Book Review | iRemember by S.V. Bekvalac

Thank you to Rachel’s Random Resources for my spot on the blog tour.

Book Description

The city of iRemember shimmers in the desert haze, watched over by the Bureau, a government agency that maintains control through memory surveillance and little pink pills made from the narcotic plant Tranquelle.

It looks like an oasis under its geodesic dome, but the city is under siege. ‘Off-Gridder’ insurgents are fighting to be forgotten.  

Bureau Inspector Icara Swansong is on a mission to neutralise the threat. Her investigation leads her into iRemember’s secret underbelly, where she finds herself a fugitive from the very system she had vowed to protect. She has to learn new rules: trust no one. Behind every purple Tranquelle stalk lurk double-agents.

A sci-fi noir with a psychedelic twist, iRemember explores the power the past holds over us and the fragility of everything: what is, what once was, and what will be.

My Review

Tessa Talks Book rating: Mention

Imagine a world with no bad memories – no memories of violence, illness, anything that would be considered distasteful or tragic. It sounds like it would be an ideal existence, but is it? This is the question that iRemember poses and answers through a jaw-dropping tale of greedy, power-hungry people who will stop at nothing to take over the city of iRemember for their selfish desires.

What I Liked

The story is masterfully crafted with small details that enable you to imagine its world with all of your senses. It follows a logical chronology that remained tight and focused. Until the very end, that is. The two plotlines became confusing for me at the very end, though this did not impact my overall enjoyment. It is also a story that could be read multiple times and some new insightful notes obtained each time – there are that many beautiful nuances.

I enjoyed the different take on the dystopian story. It is not a world where you have to fight for survival or one that is so tightly managed that there is no room for color. Instead, it is a satisfying world where a government-sanctioned drug mutes emotions, and a purging of all bad memories takes place regularly. It is a world where color is essential and denotes things like jobs and ranks.

The characters are also well-developed with a considerable more showing than telling. You get to know the characters deeply enough to dislike the whole lot of them. I wish that there was a character who showed more heroic qualities or at least sympathetic ones, but I didn’t find these qualities in any of them. It is a world where no one seems to be working for the good of the many – just the good of the one and whoever else benefits as a consequence.

To Read or Not to Read

If you’d love to read a new take on a dystopian story, iRemember is a story you won’t soon forget.

I was provided with a copy of this book in exchange for an honest review.

About the Author

Social Media Links – Twitter  @sandra_bek @EyeAndLightning

SV Bekvalac was born in 1987 in Croatia, in what was then Yugoslavia, but grew up in London.

She studied German and Russian at Oxford, and went to film school in Prague. After almost becoming a film-maker and then an academic, researching cities and films, she found herself writing fiction about cities instead. She started off with screenplays and short stories, but they got longer and longer. iRremember is her first novel.

She has lived in cities all over Europe. Now she lives in London, or in one of her own imaginary cities.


**Work instructions:** Scan the entries for the word "Threshold" and return every line that has it.

########################################

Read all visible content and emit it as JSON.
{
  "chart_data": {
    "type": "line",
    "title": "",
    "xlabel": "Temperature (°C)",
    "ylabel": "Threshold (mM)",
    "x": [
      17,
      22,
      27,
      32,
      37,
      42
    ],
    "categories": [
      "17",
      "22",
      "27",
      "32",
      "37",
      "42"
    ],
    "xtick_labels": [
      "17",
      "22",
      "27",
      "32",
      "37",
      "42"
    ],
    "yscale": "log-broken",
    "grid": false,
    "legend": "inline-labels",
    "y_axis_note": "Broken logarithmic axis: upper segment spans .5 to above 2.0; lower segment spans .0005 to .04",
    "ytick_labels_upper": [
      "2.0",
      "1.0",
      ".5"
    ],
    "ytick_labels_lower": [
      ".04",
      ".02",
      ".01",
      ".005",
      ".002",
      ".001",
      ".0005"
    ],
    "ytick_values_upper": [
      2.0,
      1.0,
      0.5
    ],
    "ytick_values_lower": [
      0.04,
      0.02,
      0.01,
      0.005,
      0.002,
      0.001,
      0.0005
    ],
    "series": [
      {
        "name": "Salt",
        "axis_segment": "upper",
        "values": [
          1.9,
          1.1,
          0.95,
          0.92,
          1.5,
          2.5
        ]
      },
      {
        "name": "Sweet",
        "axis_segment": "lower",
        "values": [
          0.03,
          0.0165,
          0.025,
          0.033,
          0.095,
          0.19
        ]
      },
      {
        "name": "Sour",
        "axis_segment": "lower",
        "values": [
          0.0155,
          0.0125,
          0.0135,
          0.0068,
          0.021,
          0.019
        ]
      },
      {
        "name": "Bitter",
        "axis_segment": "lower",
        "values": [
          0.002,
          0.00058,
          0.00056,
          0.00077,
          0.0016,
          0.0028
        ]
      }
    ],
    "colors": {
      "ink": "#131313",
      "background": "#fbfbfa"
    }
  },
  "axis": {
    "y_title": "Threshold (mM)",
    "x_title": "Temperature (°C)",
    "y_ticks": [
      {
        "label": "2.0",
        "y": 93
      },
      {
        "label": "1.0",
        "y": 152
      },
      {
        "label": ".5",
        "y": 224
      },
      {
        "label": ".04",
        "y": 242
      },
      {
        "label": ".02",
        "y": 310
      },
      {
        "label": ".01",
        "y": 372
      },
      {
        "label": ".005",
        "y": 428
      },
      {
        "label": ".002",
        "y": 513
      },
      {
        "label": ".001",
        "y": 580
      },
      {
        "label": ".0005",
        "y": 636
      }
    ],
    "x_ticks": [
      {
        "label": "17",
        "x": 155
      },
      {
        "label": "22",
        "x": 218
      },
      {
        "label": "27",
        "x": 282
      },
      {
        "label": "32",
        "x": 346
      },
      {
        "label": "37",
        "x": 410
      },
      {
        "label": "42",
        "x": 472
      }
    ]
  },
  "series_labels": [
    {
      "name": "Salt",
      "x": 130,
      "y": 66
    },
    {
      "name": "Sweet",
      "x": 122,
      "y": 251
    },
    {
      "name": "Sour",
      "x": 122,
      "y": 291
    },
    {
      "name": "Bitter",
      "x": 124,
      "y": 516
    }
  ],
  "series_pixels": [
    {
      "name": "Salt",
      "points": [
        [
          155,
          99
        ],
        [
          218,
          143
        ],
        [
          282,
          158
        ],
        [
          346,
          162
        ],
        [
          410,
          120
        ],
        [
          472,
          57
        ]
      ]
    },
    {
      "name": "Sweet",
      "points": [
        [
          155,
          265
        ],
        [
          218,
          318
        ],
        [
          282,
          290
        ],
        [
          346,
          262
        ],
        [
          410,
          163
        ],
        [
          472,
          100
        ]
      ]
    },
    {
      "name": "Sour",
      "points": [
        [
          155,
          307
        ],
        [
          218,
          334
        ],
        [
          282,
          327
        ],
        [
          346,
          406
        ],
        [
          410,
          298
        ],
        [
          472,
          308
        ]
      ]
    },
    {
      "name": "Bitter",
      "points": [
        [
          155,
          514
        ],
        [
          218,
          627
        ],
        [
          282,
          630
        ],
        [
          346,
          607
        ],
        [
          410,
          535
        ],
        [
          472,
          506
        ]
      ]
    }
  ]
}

########################################

**Exercise result:**
    "ylabel": "Threshold (mM)",
    "y_title": "Threshold (mM)",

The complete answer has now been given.